Pointer FFI Help

Hi everyone,

I'm currently working on a PNG decoder that has a C interface. My issue is that, once the decoding has finished, I leak all the PNG data which is stored as a Vec<u8> and cast it into a *mut c_void in order to hand it off to the other language. I also want to provide a function that frees the data I previously leaked, however, here is where I am stuck.

What I want to ask from the use of the interface is to provide only the *mut c_void I returned previously and then I want to de-allocate that memory. How would I go about freeing the leaked memory from Rust?

One way that I have thought of is to reconstruct the Vec<u8> and then let it Drop, however, this requires knowing the capacity and length of the Vec and this would require the ffi code to retain the dimensions of the image until the data must be freed. This seems very un-intuitive on the call-site.

Any suggestions on how I can go about doing this would be great!

Check out the minivec crate.

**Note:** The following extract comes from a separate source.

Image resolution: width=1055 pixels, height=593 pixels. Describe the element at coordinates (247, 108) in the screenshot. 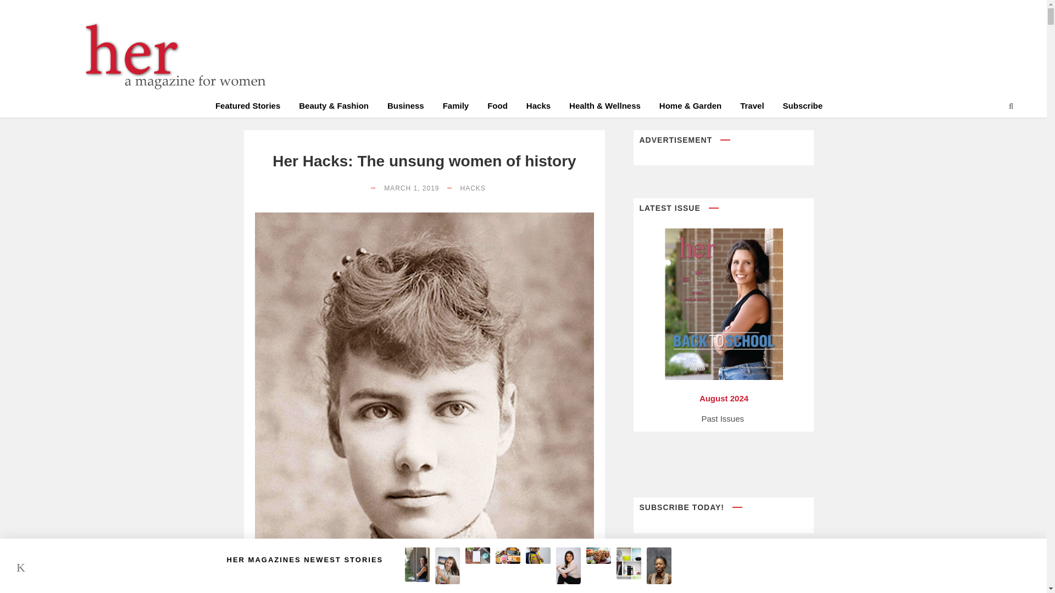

It stores the capacity/length header at the same allocation (just before data), and its as_mut_ptr/from_raw_part can be used to roundtrip the minivec through the ffi as a single pointer.

2 Likes

Thanks for the help! MiniVec looks like the thing I want. I'm sad that I can't do this in the base language since the project was dependency-free up till now. :frowning:

@bananabread bundling metadata within the pointee in Rust, more than in C, is very UB-prone, due to assumptions the compiler may make. For instance, you should make sure to be yielding the pointer obtained from .as_mut_ptr() to the FFI and not the one from .leak(), since the latter, in the semantics of the Rust abstract machines, is only allowed to access the memory for the [T]s themselves, not for the prefix header.

A single dependency in exchange of code written by people whoch have through about these details to provide a safe API seems like a good deal to me :wink:


That being said, if you really wanted to go dependency free, then you can try to have and use a Vec<u8, ::std::alloc::System>: such a Vec is guaranteed to have used allocations from the family of malloc on Unix systems, meaning the FFI side can simply free() it :slightly_smiling_face:

  • Note that playing with the allocator the Vec uses currently requires nigthly. Otherwise Vec shall use the #[global_allocator]-marked allocator. The good news is you can mark System as such:

    #[global_allocator]
    static __: ::std::alloc::System = ::std::alloc::System;
    
1 Like

Thanks for the detailed reply! I felt like I was doing something wrong with leak(). So what you're saying is that I should use as_mut_ptr() and then forget the Vec?

Also, I might go with the #[global_allocator] approach since there's one less function to maintain and for calling code to remember :slight_smile:

Edit: I can't mark both answers as solutions :frowning:

Don't worry :wink: keep the answer from @krdln as the official solution, since it's the cleanest one.

Yes. That being said, forget can technically also cause some of this subtle sneaky UB that revolves around some pointers being unique when used.

The correct idiomatic pattern to get an into_raw_ptr semantics out of .as_mut_ptr(), which indeed applies for Vec, is to:

fn vec_into_raw<T> (v: Vec<T>)
  -> *mut T
{
     // Make it so "forget is automagically implicitly called", we could say
    let mut v_no_drop = ::core::mem::ManuallyDrop::new(v);
    v_no_drop.as_mut_ptr()
} // `v_no_drop` goes out of scope, but has no drop, so nothing
  // happens: the memory remains allocated 🙂

See, for instance, the implementation of Vec::into_raw_parts()

1 Like

Thanks for the help @Yandros. I really appreciate it :smiley:

1 Like

This topic was automatically closed 90 days after the last reply. We invite you to open a new topic if you have further questions or comments.